Abstract:In this technical report, we present TeleChat, a collection of large language models (LLMs) with parameters of 3 billion, 7 billion and 12 billion. It includes pretrained language models as well as fine-tuned chat models that is aligned with human preferences. TeleChat is initially pretrained on an extensive corpus containing a diverse collection of texts from both English and Chinese languages, including trillions of tokens. Subsequently, the model undergoes fine-tuning to align with human preferences, following a detailed methodology that we describe. We evaluate the performance of TeleChat on various tasks, including language understanding, mathematics, reasoning, code generation, and knowledge-based question answering. Our findings indicate that TeleChat achieves comparable performance to other open-source models of similar size across a wide range of public benchmarks. To support future research and applications utilizing LLMs, we release the fine-tuned model checkpoints of TeleChat's 7B and 12B variant, along with code and a portion of our pretraining data, to the public community.
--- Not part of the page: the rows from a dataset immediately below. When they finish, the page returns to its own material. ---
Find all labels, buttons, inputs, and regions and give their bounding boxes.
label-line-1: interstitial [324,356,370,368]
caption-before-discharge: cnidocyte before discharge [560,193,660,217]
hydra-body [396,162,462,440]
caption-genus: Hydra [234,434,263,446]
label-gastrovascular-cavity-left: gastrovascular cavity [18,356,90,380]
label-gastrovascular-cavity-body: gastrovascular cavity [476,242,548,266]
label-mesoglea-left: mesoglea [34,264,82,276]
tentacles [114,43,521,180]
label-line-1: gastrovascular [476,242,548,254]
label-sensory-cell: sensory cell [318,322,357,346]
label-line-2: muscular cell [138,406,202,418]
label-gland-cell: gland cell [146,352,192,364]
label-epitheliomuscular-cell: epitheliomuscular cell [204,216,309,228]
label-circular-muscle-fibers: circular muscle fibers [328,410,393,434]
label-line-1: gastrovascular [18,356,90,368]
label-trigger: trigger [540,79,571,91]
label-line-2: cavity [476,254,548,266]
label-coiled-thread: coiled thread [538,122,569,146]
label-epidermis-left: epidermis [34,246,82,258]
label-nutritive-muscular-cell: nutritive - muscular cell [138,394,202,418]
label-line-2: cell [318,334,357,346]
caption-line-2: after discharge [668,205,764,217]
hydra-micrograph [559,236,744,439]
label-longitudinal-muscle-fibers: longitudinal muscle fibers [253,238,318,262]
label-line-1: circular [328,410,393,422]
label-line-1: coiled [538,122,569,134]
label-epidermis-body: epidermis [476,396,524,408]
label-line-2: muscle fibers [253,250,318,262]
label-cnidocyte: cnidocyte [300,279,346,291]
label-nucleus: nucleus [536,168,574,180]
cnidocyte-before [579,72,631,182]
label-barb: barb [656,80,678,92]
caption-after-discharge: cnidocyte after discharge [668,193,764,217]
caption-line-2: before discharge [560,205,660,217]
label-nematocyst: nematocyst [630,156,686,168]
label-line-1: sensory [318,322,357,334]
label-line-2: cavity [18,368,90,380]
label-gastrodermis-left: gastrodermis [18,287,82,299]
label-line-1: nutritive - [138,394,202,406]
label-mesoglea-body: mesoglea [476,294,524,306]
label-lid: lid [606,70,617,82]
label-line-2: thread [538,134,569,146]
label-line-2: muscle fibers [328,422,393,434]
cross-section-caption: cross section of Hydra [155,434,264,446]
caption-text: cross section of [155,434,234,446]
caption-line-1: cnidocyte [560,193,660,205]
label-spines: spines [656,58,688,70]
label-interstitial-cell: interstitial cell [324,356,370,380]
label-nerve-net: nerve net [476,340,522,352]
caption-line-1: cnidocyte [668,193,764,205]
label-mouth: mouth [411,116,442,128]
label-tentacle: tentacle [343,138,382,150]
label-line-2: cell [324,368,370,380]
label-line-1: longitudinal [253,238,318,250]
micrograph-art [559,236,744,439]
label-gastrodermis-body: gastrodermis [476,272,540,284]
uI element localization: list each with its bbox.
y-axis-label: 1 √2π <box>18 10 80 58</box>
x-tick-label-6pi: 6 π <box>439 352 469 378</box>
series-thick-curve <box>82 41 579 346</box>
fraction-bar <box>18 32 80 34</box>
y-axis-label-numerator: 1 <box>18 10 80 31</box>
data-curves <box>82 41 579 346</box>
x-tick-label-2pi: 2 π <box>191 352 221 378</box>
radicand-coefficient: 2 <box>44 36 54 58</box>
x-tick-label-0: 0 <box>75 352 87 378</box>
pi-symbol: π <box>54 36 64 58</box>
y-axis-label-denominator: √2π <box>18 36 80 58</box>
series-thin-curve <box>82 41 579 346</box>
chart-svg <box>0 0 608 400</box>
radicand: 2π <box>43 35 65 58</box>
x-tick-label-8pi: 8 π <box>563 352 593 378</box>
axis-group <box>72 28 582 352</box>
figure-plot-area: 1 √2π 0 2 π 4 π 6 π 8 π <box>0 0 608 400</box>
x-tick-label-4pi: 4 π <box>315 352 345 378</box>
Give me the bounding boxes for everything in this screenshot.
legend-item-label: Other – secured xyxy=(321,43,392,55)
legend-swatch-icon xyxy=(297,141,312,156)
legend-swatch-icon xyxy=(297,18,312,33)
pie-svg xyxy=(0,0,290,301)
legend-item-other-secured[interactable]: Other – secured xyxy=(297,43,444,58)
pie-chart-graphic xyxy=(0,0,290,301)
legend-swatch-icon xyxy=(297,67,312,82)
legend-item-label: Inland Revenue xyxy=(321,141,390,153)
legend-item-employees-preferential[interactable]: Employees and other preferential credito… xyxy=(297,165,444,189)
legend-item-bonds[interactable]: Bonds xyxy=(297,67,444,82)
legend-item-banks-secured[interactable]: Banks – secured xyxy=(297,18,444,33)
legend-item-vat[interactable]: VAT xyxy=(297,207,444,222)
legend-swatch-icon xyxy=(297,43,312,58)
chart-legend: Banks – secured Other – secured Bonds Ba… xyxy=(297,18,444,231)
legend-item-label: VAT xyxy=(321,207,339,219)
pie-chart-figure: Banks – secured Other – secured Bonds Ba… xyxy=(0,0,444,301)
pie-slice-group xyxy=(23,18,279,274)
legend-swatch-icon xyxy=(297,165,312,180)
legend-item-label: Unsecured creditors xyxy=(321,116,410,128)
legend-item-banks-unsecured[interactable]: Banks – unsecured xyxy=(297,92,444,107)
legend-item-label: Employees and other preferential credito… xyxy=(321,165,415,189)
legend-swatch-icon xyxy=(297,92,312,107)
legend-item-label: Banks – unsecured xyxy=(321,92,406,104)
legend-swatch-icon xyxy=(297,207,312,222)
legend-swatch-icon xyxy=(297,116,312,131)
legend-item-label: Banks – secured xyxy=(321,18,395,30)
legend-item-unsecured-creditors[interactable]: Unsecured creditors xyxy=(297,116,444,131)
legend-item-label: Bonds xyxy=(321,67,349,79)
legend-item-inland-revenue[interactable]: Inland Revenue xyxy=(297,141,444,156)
Abstract:Dictionary learning is an effective tool for pattern recognition and classification of time series data. Among various dictionary learning techniques, the dynamic time warping (DTW) is commonly used for dealing with temporal delays, scaling, transformation, and many other kinds of temporal misalignments issues. However, the DTW suffers overfitting or information loss due to its discrete nature in aligning time series data. To address this issue, we propose a generalized time warping invariant dictionary learning algorithm in this paper. Our approach features a generalized time warping operator, which consists of linear combinations of continuous basis functions for facilitating continuous temporal warping. The integration of the proposed operator and the dictionary learning is formulated as an optimization problem, where the block coordinate descent method is employed to jointly optimize warping paths, dictionaries, and sparseness coefficients. The optimized results are then used as hyperspace distance measures to feed classification and clustering algorithms. The superiority of the proposed method in terms of dictionary learning, classification, and clustering is validated through ten sets of public datasets in comparing with various benchmark methods.
Abstract:High-dimensional streaming data are becoming increasingly ubiquitous in many fields. They often lie in multiple low-dimensional subspaces, and the manifold structures may change abruptly on the time scale due to pattern shift or occurrence of anomalies. However, the problem of detecting the structural changes in a real-time manner has not been well studied. To fill this gap, we propose a dynamic sparse subspace learning (DSSL) approach for online structural change-point detection of high-dimensional streaming data. A novel multiple structural change-point model is proposed and it is shown to be equivalent to maximizing a posterior under certain conditions. The asymptotic properties of the estimators are investigated. The penalty coefficients in our model can be selected by AMDL criterion based on some historical data. An efficient Pruned Exact Linear Time (PELT) based method is proposed for online optimization and change-point detection. The effectiveness of the proposed method is demonstrated through a simulation study and a real case study using gesture data for motion tracking.